Won't you be right back into permit issues doing that?
A building permit may be required but we could always use the "had to do this as the roof was unrepairable" reason which would negate the permit requirement here.
The only clearance height reference I can find from BC Hydro is this:
BC Hydro clearance requirements are generally greater than Code requirements.
1. Across highways, freeways, and expressways: 7.1 m (written permission required)
2. Across streets, lanes, alleys and pipeline ROW: 5.5 m (18 ft)
3. Across driveways to commercial and industrial premises: 5.5 m (18 ft)
4. Across driveways to residential garages: 4.5 m (15 ft)
5. Across ground normally accessible to pedestrians only: 3.5 m (12 ft)
Now what's confusing is that on pg. 4 of the attached pdf they note that the clearance over the garage roof is too low. Except the #5 clearance requirement says "Across
ground normally accessible to pedestrians only". I would argue that a roof is neither ground nor normally accessible to pedestrians.
Fact of the matter is, the house was completely re-wired and upgraded to 200A service which necessitated a new aerial drop over the garage. And there's no way there's 12 ft of clearance above the garage roof now.
If push comes to shove I may investigate running the service to the garage first. But that's a heck of a lot of expense.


*What you are asked to do:* Look for the string "hanzi" in the listing below, then copy every line that has it.

*Given records:*
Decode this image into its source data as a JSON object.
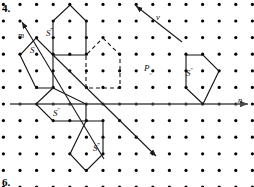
{
  "figure": {
    "item_number": "4.",
    "next_item_number": "6.",
    "grid": {
      "origin_x": 20,
      "origin_y": 104,
      "spacing_x": 16.6,
      "spacing_y": 16.6,
      "cols": 14,
      "rows": 11,
      "dot_radius": 1.6,
      "dot_color": "#000000"
    },
    "axis": {
      "color": "#4a4a4a",
      "label": "n",
      "label_x": 238,
      "label_y": 96,
      "y": 104,
      "x_start": 10,
      "x_end": 248
    },
    "vectors": [
      {
        "name": "m",
        "label": "m",
        "label_x": 18,
        "label_y": 31,
        "x1": 104,
        "y1": 159,
        "x2": 22,
        "y2": 22,
        "arrow_at": "end",
        "color": "#1a1a1a"
      },
      {
        "name": "v",
        "label": "v",
        "label_x": 156,
        "label_y": 13,
        "x1": 182,
        "y1": 42,
        "x2": 136,
        "y2": 6,
        "arrow_at": "end",
        "color": "#1a1a1a"
      },
      {
        "name": "m-extension",
        "label": "",
        "label_x": 0,
        "label_y": 0,
        "x1": 53,
        "y1": 55,
        "x2": 156,
        "y2": 156,
        "arrow_at": "end",
        "color": "#1a1a1a"
      }
    ],
    "polygons": [
      {
        "name": "S-triple-prime",
        "style": "solid",
        "label": "S",
        "label_primes": "‴",
        "label_x": 46,
        "label_y": 28,
        "points": "53,55 53,21 70,5 86,21 86,55"
      },
      {
        "name": "S-prime",
        "style": "solid",
        "label": "S",
        "label_primes": "′",
        "label_x": 30,
        "label_y": 45,
        "points": "53,55 53,88 36,88 20,55 36,38"
      },
      {
        "name": "S-double-prime-lower-left",
        "style": "solid",
        "label": "S",
        "label_primes": "″",
        "label_x": 53,
        "label_y": 108,
        "points": "53,88 86,104 86,121 53,121 36,104"
      },
      {
        "name": "S-quad-prime-bottom",
        "style": "solid",
        "label": "S",
        "label_primes": "‴",
        "label_x": 93,
        "label_y": 143,
        "points": "103,121 103,154 86,171 70,154 86,121"
      },
      {
        "name": "S-right",
        "style": "solid",
        "label": "S",
        "label_primes": "″",
        "label_x": 186,
        "label_y": 68,
        "points": "186,55 203,55 219,71 203,104 186,88"
      },
      {
        "name": "S-dashed",
        "style": "dashed",
        "label": "",
        "label_primes": "",
        "label_x": 0,
        "label_y": 0,
        "points": "103,38 120,55 120,88 86,88 86,55"
      }
    ],
    "point_labels": [
      {
        "name": "P-subscript",
        "base": "P",
        "sub": "₀",
        "x": 144,
        "y": 64
      }
    ]
  }
}
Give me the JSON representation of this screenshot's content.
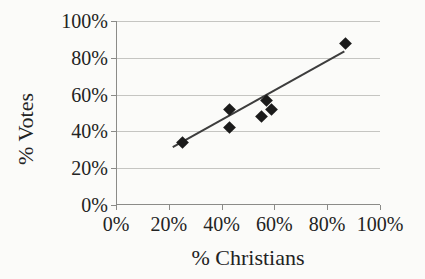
{
  "chart_data": {
    "type": "scatter",
    "title": "",
    "xlabel": "% Christians",
    "ylabel": "% Votes",
    "xlim": [
      0,
      100
    ],
    "ylim": [
      0,
      100
    ],
    "grid": "horizontal-only",
    "legend": "none",
    "marker": "filled-diamond",
    "x_ticks": [
      {
        "value": 0,
        "label": "0%"
      },
      {
        "value": 20,
        "label": "20%"
      },
      {
        "value": 40,
        "label": "40%"
      },
      {
        "value": 60,
        "label": "60%"
      },
      {
        "value": 80,
        "label": "80%"
      },
      {
        "value": 100,
        "label": "100%"
      }
    ],
    "y_ticks": [
      {
        "value": 0,
        "label": "0%"
      },
      {
        "value": 20,
        "label": "20%"
      },
      {
        "value": 40,
        "label": "40%"
      },
      {
        "value": 60,
        "label": "60%"
      },
      {
        "value": 80,
        "label": "80%"
      },
      {
        "value": 100,
        "label": "100%"
      }
    ],
    "points": [
      {
        "x": 25,
        "y": 34
      },
      {
        "x": 43,
        "y": 42
      },
      {
        "x": 43,
        "y": 52
      },
      {
        "x": 55,
        "y": 48
      },
      {
        "x": 57,
        "y": 57
      },
      {
        "x": 59,
        "y": 52
      },
      {
        "x": 87,
        "y": 88
      }
    ],
    "trendline": {
      "type": "linear",
      "x1": 21.5,
      "y1": 31.5,
      "x2": 86.5,
      "y2": 83.5
    },
    "colors": {
      "background": "#fbfbf9",
      "text": "#232323",
      "gridline": "#c5c5c2",
      "axis": "#8b8b88",
      "marker": "#1b1b1b",
      "trendline": "#3d3d3d"
    }
  }
}
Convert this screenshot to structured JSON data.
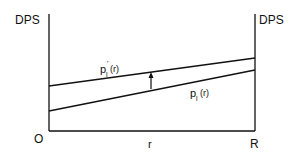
{
  "diagram": {
    "y_axis_left_label": "DPS",
    "y_axis_right_label": "DPS",
    "origin_label": "O",
    "x_axis_label": "r",
    "x_end_label": "R",
    "upper_curve": {
      "label_base": "p",
      "label_sub": "l",
      "label_prime": "'",
      "label_arg": "(r)",
      "full_label": "p'_l(r)"
    },
    "lower_curve": {
      "label_base": "p",
      "label_sub": "l",
      "label_arg": "(r)",
      "full_label": "p_l(r)"
    },
    "arrow": "up-arrow"
  },
  "colors": {
    "ink": "#111111",
    "background": "#ffffff"
  }
}
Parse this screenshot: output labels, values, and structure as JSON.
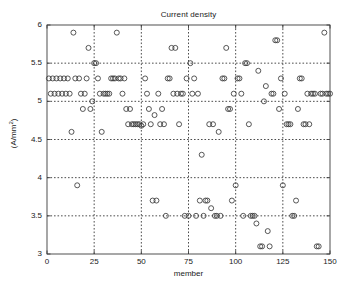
{
  "chart_data": {
    "type": "scatter",
    "title": "Current density",
    "xlabel": "member",
    "ylabel": "(A/mm2)",
    "ylabel_display": "(A/mm²)",
    "xlim": [
      0,
      150
    ],
    "ylim": [
      3,
      6
    ],
    "xticks": [
      0,
      25,
      50,
      75,
      100,
      125,
      150
    ],
    "yticks": [
      3,
      3.5,
      4,
      4.5,
      5,
      5.5,
      6
    ],
    "xtick_labels": [
      "0",
      "25",
      "50",
      "75",
      "100",
      "125",
      "150"
    ],
    "ytick_labels": [
      "3",
      "3.5",
      "4",
      "4.5",
      "5",
      "5.5",
      "6"
    ],
    "grid": true,
    "grid_style": "dotted",
    "legend": null,
    "marker": "open-circle",
    "marker_color": "#3a3a3a",
    "background": "#ffffff",
    "x": [
      1,
      2,
      3,
      4,
      5,
      6,
      7,
      8,
      9,
      10,
      11,
      12,
      13,
      14,
      15,
      16,
      17,
      18,
      19,
      20,
      21,
      22,
      23,
      24,
      25,
      26,
      27,
      28,
      29,
      30,
      31,
      32,
      33,
      34,
      35,
      36,
      37,
      38,
      39,
      40,
      41,
      42,
      43,
      44,
      45,
      46,
      47,
      48,
      49,
      50,
      51,
      52,
      53,
      54,
      55,
      56,
      57,
      58,
      59,
      60,
      61,
      62,
      63,
      64,
      65,
      66,
      67,
      68,
      69,
      70,
      71,
      72,
      73,
      74,
      75,
      76,
      77,
      78,
      79,
      80,
      81,
      82,
      83,
      84,
      85,
      86,
      87,
      88,
      89,
      90,
      91,
      92,
      93,
      94,
      95,
      96,
      97,
      98,
      99,
      100,
      101,
      102,
      103,
      104,
      105,
      106,
      107,
      108,
      109,
      110,
      111,
      112,
      113,
      114,
      115,
      116,
      117,
      118,
      119,
      120,
      121,
      122,
      123,
      124,
      125,
      126,
      127,
      128,
      129,
      130,
      131,
      132,
      133,
      134,
      135,
      136,
      137,
      138,
      139,
      140,
      141,
      142,
      143,
      144,
      145,
      146,
      147,
      148,
      149,
      150
    ],
    "y": [
      5.3,
      5.1,
      5.3,
      5.1,
      5.3,
      5.1,
      5.3,
      5.1,
      5.3,
      5.1,
      5.3,
      5.1,
      4.6,
      5.9,
      5.3,
      3.9,
      5.3,
      5.1,
      4.9,
      5.1,
      5.3,
      5.7,
      4.9,
      5.0,
      5.5,
      5.5,
      5.3,
      5.1,
      4.6,
      5.1,
      5.1,
      5.1,
      5.1,
      5.3,
      5.3,
      5.3,
      5.9,
      5.3,
      5.3,
      5.1,
      5.3,
      4.9,
      4.7,
      4.9,
      4.7,
      4.7,
      4.7,
      4.7,
      4.7,
      4.68,
      4.7,
      5.3,
      5.1,
      4.9,
      4.7,
      3.7,
      4.82,
      3.7,
      5.1,
      4.7,
      4.9,
      4.7,
      3.5,
      5.3,
      5.3,
      5.7,
      5.1,
      5.7,
      5.1,
      4.7,
      5.1,
      5.1,
      3.5,
      5.3,
      3.5,
      5.5,
      5.1,
      5.3,
      3.5,
      5.1,
      3.7,
      4.3,
      3.5,
      3.7,
      3.7,
      4.7,
      3.6,
      4.7,
      3.5,
      3.5,
      4.6,
      3.5,
      5.3,
      5.3,
      5.7,
      4.9,
      4.9,
      3.7,
      5.1,
      3.9,
      5.3,
      5.3,
      5.1,
      3.5,
      5.5,
      5.5,
      4.7,
      3.5,
      3.5,
      3.5,
      3.4,
      5.4,
      3.1,
      3.1,
      5.0,
      5.2,
      3.3,
      3.1,
      5.1,
      5.1,
      5.8,
      5.8,
      4.9,
      5.3,
      3.9,
      5.1,
      4.7,
      4.7,
      4.7,
      3.5,
      3.5,
      3.7,
      4.9,
      5.3,
      5.3,
      4.7,
      4.7,
      5.1,
      4.7,
      5.1,
      5.1,
      5.1,
      3.1,
      3.1,
      5.1,
      5.1,
      5.9,
      5.1,
      5.1,
      5.1
    ]
  },
  "plot_geometry": {
    "left": 47,
    "top": 25,
    "width": 283,
    "height": 229
  }
}
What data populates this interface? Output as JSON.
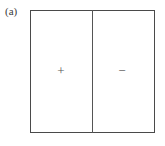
{
  "figure": {
    "panel_label": "(a)",
    "width": 165,
    "height": 146,
    "background_color": "#ffffff",
    "border_color": "#4a4a4a",
    "divider_color": "#555555",
    "sign_color": "#555555"
  },
  "diagram": {
    "type": "parallel-plate-capacitor-schematic",
    "outer_box": {
      "x": 30,
      "y": 10,
      "width": 125,
      "height": 123
    },
    "divider": {
      "x": 92,
      "orientation": "vertical"
    },
    "regions": [
      {
        "name": "left-region",
        "sign": "+",
        "sign_name": "plus-sign"
      },
      {
        "name": "right-region",
        "sign": "−",
        "sign_name": "minus-sign"
      }
    ]
  }
}
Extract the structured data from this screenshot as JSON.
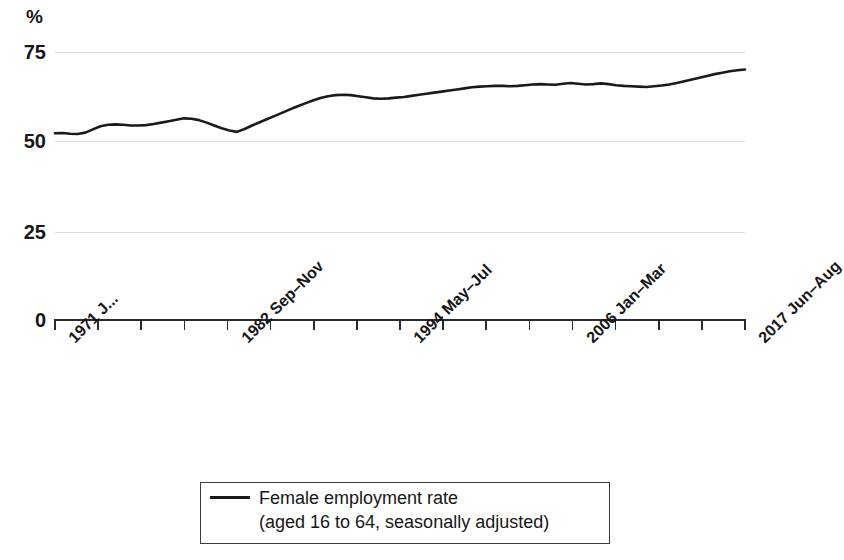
{
  "chart_data": {
    "type": "line",
    "title": "",
    "subtitle": "",
    "xlabel": "",
    "ylabel": "%",
    "ylim": [
      0,
      80
    ],
    "yticks": [
      0,
      25,
      50,
      75
    ],
    "ytick_labels": [
      "0",
      "25",
      "50",
      "75"
    ],
    "grid": true,
    "gridlines_at": [
      25,
      50,
      75
    ],
    "legend_position": "bottom-center",
    "axis_color": "#2a2a2a",
    "grid_color": "#dcdcdc",
    "series": [
      {
        "name": "Female employment rate",
        "name_detail": "(aged 16 to 64, seasonally adjusted)",
        "color": "#1a1a1a",
        "values": [
          52.2,
          52.3,
          52.1,
          52.0,
          52.4,
          53.3,
          54.2,
          54.6,
          54.7,
          54.6,
          54.4,
          54.4,
          54.5,
          54.8,
          55.2,
          55.6,
          56.0,
          56.4,
          56.3,
          55.9,
          55.2,
          54.4,
          53.6,
          53.0,
          52.6,
          53.4,
          54.4,
          55.3,
          56.2,
          57.1,
          58.0,
          58.9,
          59.8,
          60.6,
          61.4,
          62.1,
          62.6,
          62.9,
          63.0,
          62.9,
          62.6,
          62.3,
          62.0,
          61.9,
          62.0,
          62.2,
          62.4,
          62.7,
          63.0,
          63.3,
          63.6,
          63.9,
          64.2,
          64.5,
          64.8,
          65.1,
          65.3,
          65.4,
          65.5,
          65.5,
          65.4,
          65.5,
          65.7,
          65.9,
          66.0,
          65.9,
          65.8,
          66.1,
          66.3,
          66.1,
          65.9,
          66.0,
          66.2,
          66.0,
          65.7,
          65.5,
          65.4,
          65.3,
          65.2,
          65.4,
          65.6,
          65.9,
          66.3,
          66.8,
          67.3,
          67.8,
          68.3,
          68.8,
          69.2,
          69.6,
          69.9,
          70.1
        ]
      }
    ],
    "xtick_count": 17,
    "xtick_labels": [
      "1971 J...",
      "",
      "",
      "",
      "1982 Sep–Nov",
      "",
      "",
      "",
      "1994 May–Jul",
      "",
      "",
      "",
      "2006 Jan–Mar",
      "",
      "",
      "",
      "2017 Jun–Aug"
    ],
    "xtick_labels_visible": [
      "1971 J...",
      "1982 Sep–Nov",
      "1994 May–Jul",
      "2006 Jan–Mar",
      "2017 Jun–Aug"
    ]
  },
  "legend": {
    "series_label": "Female employment rate",
    "series_sublabel": "(aged 16 to 64, seasonally adjusted)"
  }
}
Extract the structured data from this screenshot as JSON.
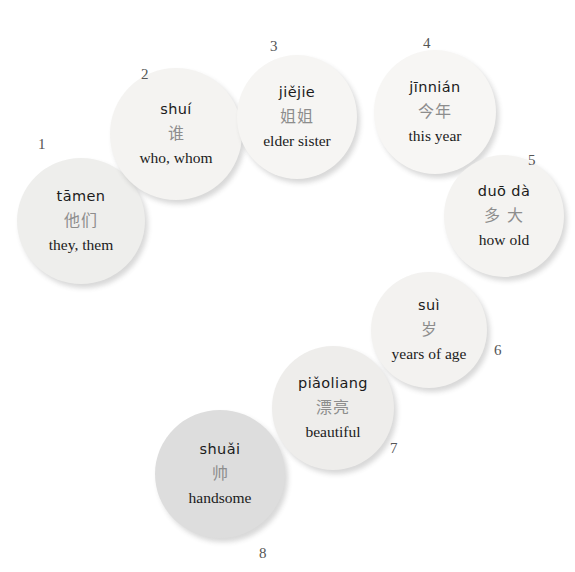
{
  "page": {
    "background_color": "#ffffff",
    "layout": "arc of eight circular vocabulary flashcards, numbered 1-8"
  },
  "cards": [
    {
      "number": "1",
      "pinyin": "tāmen",
      "hanzi": "他们",
      "english": "they, them",
      "fill": "#eeeeec"
    },
    {
      "number": "2",
      "pinyin": "shuí",
      "hanzi": "谁",
      "english": "who, whom",
      "fill": "#f4f3f1"
    },
    {
      "number": "3",
      "pinyin": "jiějie",
      "hanzi": "姐姐",
      "english": "elder sister",
      "fill": "#f6f5f3"
    },
    {
      "number": "4",
      "pinyin": "jīnnián",
      "hanzi": "今年",
      "english": "this year",
      "fill": "#f7f6f4"
    },
    {
      "number": "5",
      "pinyin": "duō dà",
      "hanzi": "多 大",
      "english": "how old",
      "fill": "#f4f3f1"
    },
    {
      "number": "6",
      "pinyin": "suì",
      "hanzi": "岁",
      "english": "years of age",
      "fill": "#f3f2f0"
    },
    {
      "number": "7",
      "pinyin": "piǎoliang",
      "hanzi": "漂亮",
      "english": "beautiful",
      "fill": "#eeedeb"
    },
    {
      "number": "8",
      "pinyin": "shuǎi",
      "hanzi": "帅",
      "english": "handsome",
      "fill": "#dddddd"
    }
  ]
}
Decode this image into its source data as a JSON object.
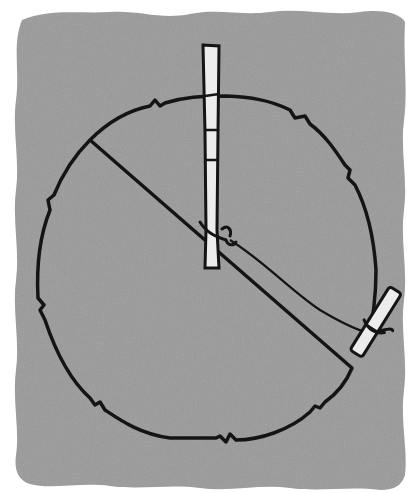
{
  "illustration": {
    "subject": "stake-and-string circle layout",
    "colors": {
      "page": "#ffffff",
      "ground": "#9a9a9a",
      "ink": "#141414",
      "stake": "#ececec"
    },
    "center_stake": {
      "x": 214,
      "y": 45,
      "width": 19,
      "height": 225
    },
    "outer_stake": {
      "x": 372,
      "y": 345,
      "angle_deg": 30
    },
    "circle": {
      "cx": 205,
      "cy": 270,
      "rx": 168,
      "ry": 178
    }
  }
}
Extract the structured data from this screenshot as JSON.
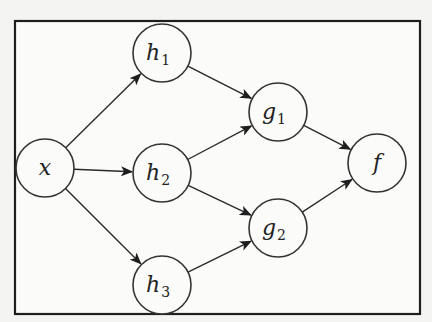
{
  "diagram": {
    "title": "",
    "nodes": [
      {
        "id": "x",
        "label": "x",
        "subscript": ""
      },
      {
        "id": "h1",
        "label": "h",
        "subscript": "1"
      },
      {
        "id": "h2",
        "label": "h",
        "subscript": "2"
      },
      {
        "id": "h3",
        "label": "h",
        "subscript": "3"
      },
      {
        "id": "g1",
        "label": "g",
        "subscript": "1"
      },
      {
        "id": "g2",
        "label": "g",
        "subscript": "2"
      },
      {
        "id": "f",
        "label": "f",
        "subscript": ""
      }
    ],
    "edges": [
      {
        "from": "x",
        "to": "h1"
      },
      {
        "from": "x",
        "to": "h2"
      },
      {
        "from": "x",
        "to": "h3"
      },
      {
        "from": "h1",
        "to": "g1"
      },
      {
        "from": "h2",
        "to": "g1"
      },
      {
        "from": "h2",
        "to": "g2"
      },
      {
        "from": "h3",
        "to": "g2"
      },
      {
        "from": "g1",
        "to": "f"
      },
      {
        "from": "g2",
        "to": "f"
      }
    ],
    "colors": {
      "stroke": "#2a2a2a",
      "background": "#fbfbf9"
    }
  }
}
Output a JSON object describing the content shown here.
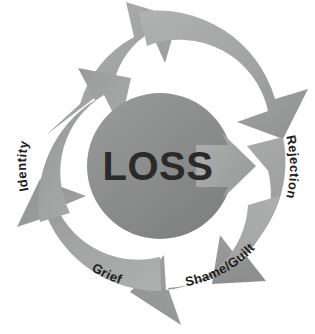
{
  "diagram": {
    "title": "LOSS",
    "type": "cycle-diagram",
    "center": {
      "label": "LOSS",
      "shape": "circle",
      "fill_color": "#8d8f8f"
    },
    "arrow_ring": {
      "fill_color": "#a2a4a4",
      "gap_color": "#ffffff",
      "segment_count": 4,
      "direction": "clockwise"
    },
    "segments": [
      {
        "id": "identity",
        "label": "Identity",
        "position": "left",
        "icon": "curved-arrow-icon"
      },
      {
        "id": "rejection",
        "label": "Rejection",
        "position": "right",
        "icon": "curved-arrow-icon"
      },
      {
        "id": "shame-guilt",
        "label": "Shame/Guilt",
        "position": "bottom-right",
        "icon": "curved-arrow-icon"
      },
      {
        "id": "grief",
        "label": "Grief",
        "position": "bottom-left",
        "icon": "curved-arrow-icon"
      }
    ],
    "center_outflow_arrow": {
      "id": "center-outflow",
      "direction": "right",
      "icon": "arrow-right-icon"
    }
  }
}
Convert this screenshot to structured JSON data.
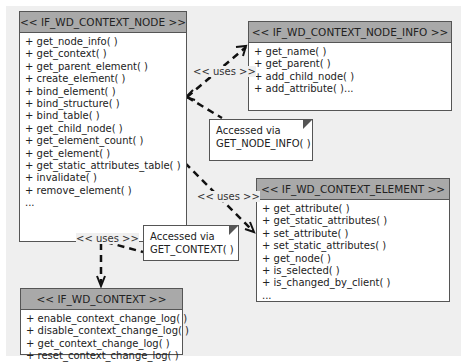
{
  "diagram": {
    "boxes": {
      "context_node": {
        "title": "<< IF_WD_CONTEXT_NODE >>",
        "methods": [
          "+ get_node_info( )",
          "+ get_context( )",
          "+ get_parent_element( )",
          "+ create_element( )",
          "+ bind_element( )",
          "+ bind_structure( )",
          "+ bind_table( )",
          "+ get_child_node( )",
          "+ get_element_count( )",
          "+ get_element( )",
          "+ get_static_attributes_table( )",
          "+ invalidate( )",
          "+ remove_element( )",
          "..."
        ]
      },
      "context_node_info": {
        "title": "<< IF_WD_CONTEXT_NODE_INFO >>",
        "methods": [
          "+ get_name( )",
          "+ get_parent( )",
          "+ add_child_node( )",
          "+ add_attribute( )..."
        ]
      },
      "context_element": {
        "title": "<< IF_WD_CONTEXT_ELEMENT >>",
        "methods": [
          "+ get_attribute( )",
          "+ get_static_attributes( )",
          "+ set_attribute( )",
          "+ set_static_attributes( )",
          "+ get_node( )",
          "+ is_selected( )",
          "+ is_changed_by_client( )",
          "..."
        ]
      },
      "context": {
        "title": "<< IF_WD_CONTEXT >>",
        "methods": [
          "+ enable_context_change_log( )",
          "+ disable_context_change_log( )",
          "+ get_context_change_log( )",
          "+ reset_context_change_log( )"
        ]
      }
    },
    "notes": {
      "node_info": {
        "line1": "Accessed via",
        "line2": "GET_NODE_INFO( )"
      },
      "context": {
        "line1": "Accessed via",
        "line2": "GET_CONTEXT( )"
      }
    },
    "relations": {
      "uses_node_info": "<< uses  >>",
      "uses_element": "<< uses  >>",
      "uses_context": "<< uses  >>"
    },
    "colors": {
      "header": "#a9a9a9",
      "background": "#efefef",
      "border": "#555555"
    }
  }
}
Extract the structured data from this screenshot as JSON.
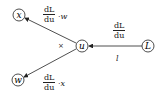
{
  "nodes": {
    "x": {
      "label": "x",
      "cx": 19,
      "cy": 15
    },
    "w": {
      "label": "w",
      "cx": 18,
      "cy": 80
    },
    "u": {
      "label": "u",
      "cx": 82,
      "cy": 46
    },
    "L": {
      "label": "L",
      "cx": 148,
      "cy": 46
    }
  },
  "edges": {
    "L_to_u": {
      "num": "dL",
      "den": "du",
      "below": "l"
    },
    "u_to_x": {
      "num": "dL",
      "den": "du",
      "suffix": "·w"
    },
    "u_to_w": {
      "num": "dL",
      "den": "du",
      "suffix": "·x"
    }
  },
  "operator": "×"
}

*Response to the task:*
      "hanzi": "他们",
      "hanzi": "谁",
      "hanzi": "姐姐",
      "hanzi": "今年",
      "hanzi": "多 大",
      "hanzi": "岁",
      "hanzi": "漂亮",
      "hanzi": "帅",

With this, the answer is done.